Yes, you can hone your writing from anywhere in the world. Computers and electricity exist everywhere.
"Plus, with today's technology, it's no longer necessary to schlep your hardcopies all around the city hoping that someone -anyone- will have mercy on your soul and possibly let your eager face in the door just to pitch your play/book/article/etc."
"My manager assures me that if any major player wants to deal with me, they would be happy to fly me out, but just in case I have a $1000 set aside for emergency flights. I haven't needed it so far."
They would be happy to fly you out for a meeting that may not end in a deal?
"Another good friend, Bruce Sakow, who wrote Friday the 13th part 4, lives ten minutes from me further away from NYC. He options and sells all the time. His last script Dead Grrl is in production right now and he never once met the producers before selling it. Now they fly him at their expense to any production meetings where he is needed."
Saskow has a story credit on Friday the 13th. Where was he when he got that opportunity? Just curious.
"If I lived on Hollywood Blvd would I have more meetings, maybe-- maybe not. Am I not utilising my career oportunities to its fullest by not living there, sure I guess, but I chose to stay with my family in NJ and make the best of it in spite of my location as do many people. Sure it would be easier if I lived in LA, but my manager is there and he loudly rings the Joe Calabrese bell in my absence. I honestly don't think I suffer too much by being on the east coast."
If that's what makes you happy.............
"And BTW. Where do you live and how's that working out for you?"
Since I've been writing, I spend winters in Los Angeles, spring in Alabama (at my parent's place), and summers in New York City. I'm originally from New York.
How's that working for me? Fine. I don't have anything to do while in Alabama, so I use that time for writing new stuff or rewrites. And right now I've just signed up for UCLA's online screenwriting classes.
While I'm in LA or NYC I look for gigs in the industry, so I can meet more people.
And I think part of going out to LA or NYC is just learning the scene. You cannot appreciate how everyone in Los Angeles has a script until you go there and see the homeless person on the bench with a script, the waiter with a script, etc.
Nothing like makes you appreciate how your script had better blow people out of the water if you want to stand a chance of getting anywhere. That's why I've gotten good coverage from a development executive I know (rewriting now) and that's why I signed up for UCLA classes.
I think it's hard to appreciate how competitive it is and how much work it takes until you are there.
On the development end, most people will tell you most scripts suck due to poor formatting, structural flaws, among other reasons. So you'll really have to learn your stuff.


— What needs to be done —
Your output should be exactly the lines from the one containing "identify the bounding box of clothing." through the last line of the listing, and nothing else. Pictures stay out.

[Information Boundary: Start]

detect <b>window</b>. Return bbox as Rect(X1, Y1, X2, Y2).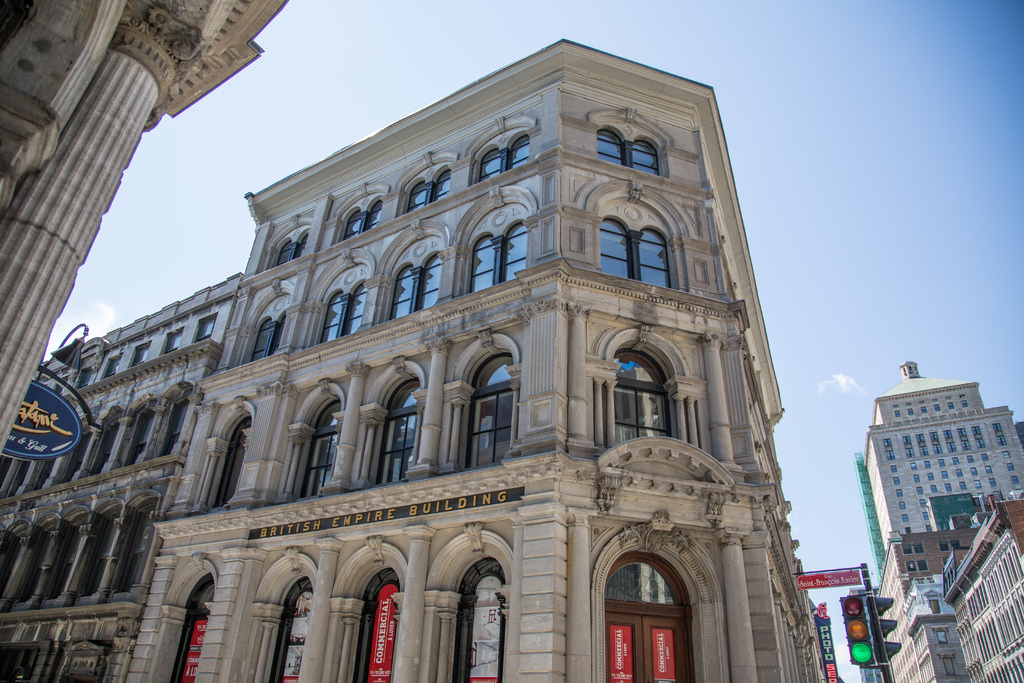
Rect(241, 309, 291, 361).
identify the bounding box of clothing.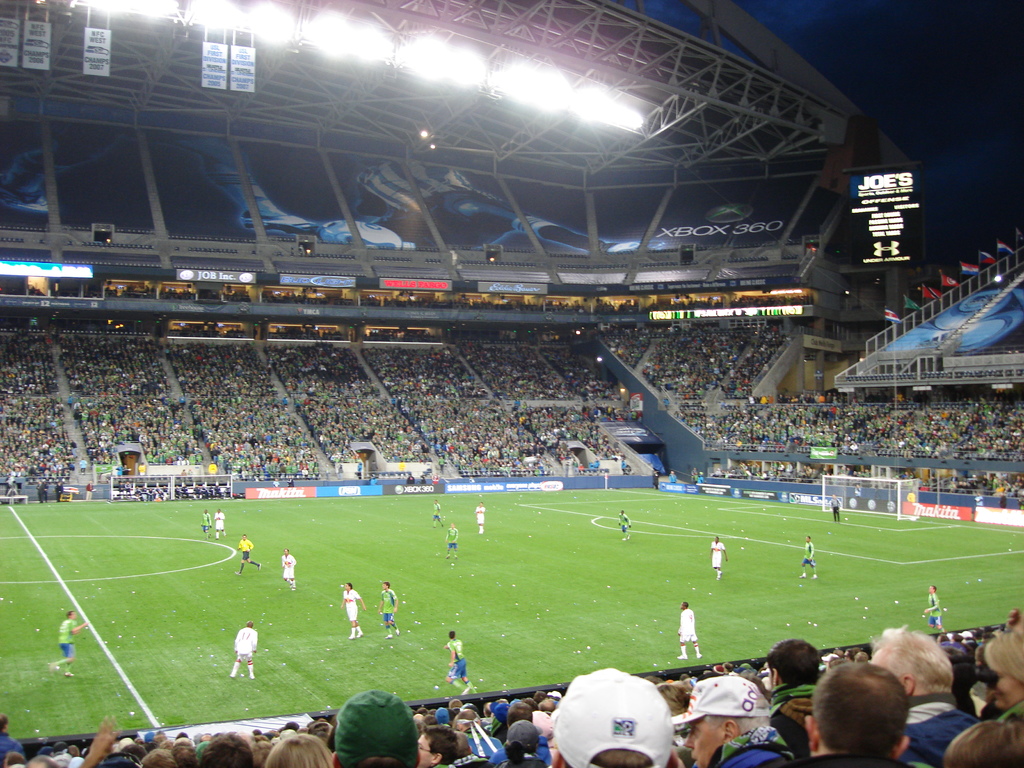
box=[700, 529, 721, 588].
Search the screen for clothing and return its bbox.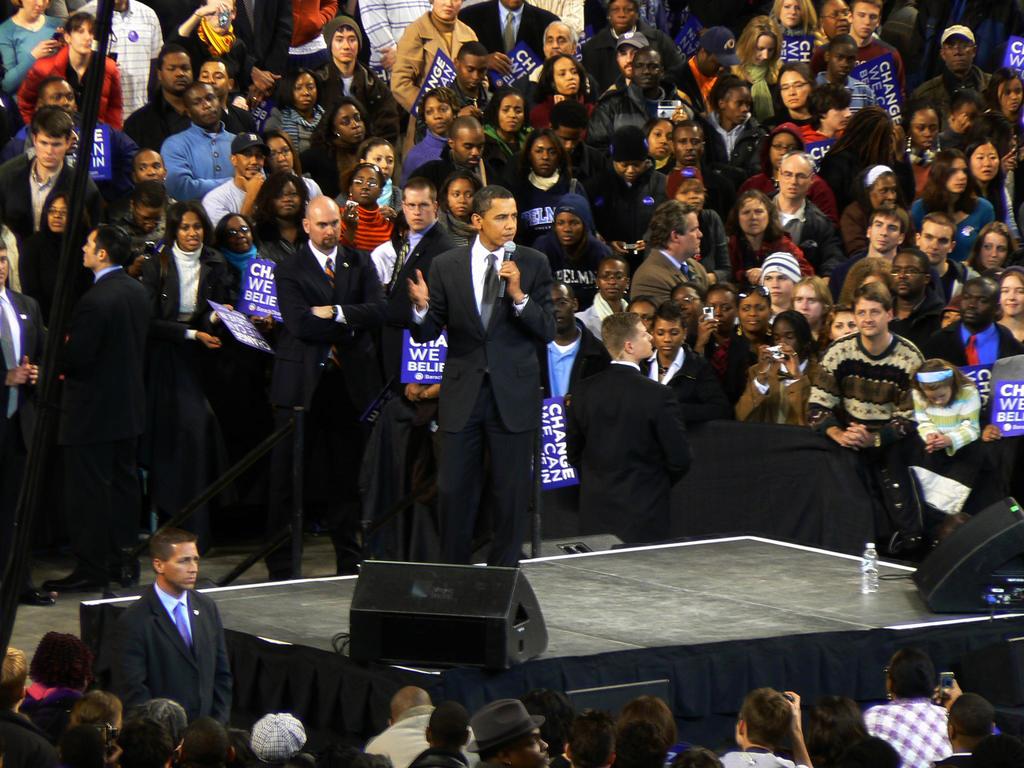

[Information Boundary: End]

— The completed task —
identify the bounding box of clothing.
box=[700, 529, 721, 588].
Search the screen for clothing and return its bbox.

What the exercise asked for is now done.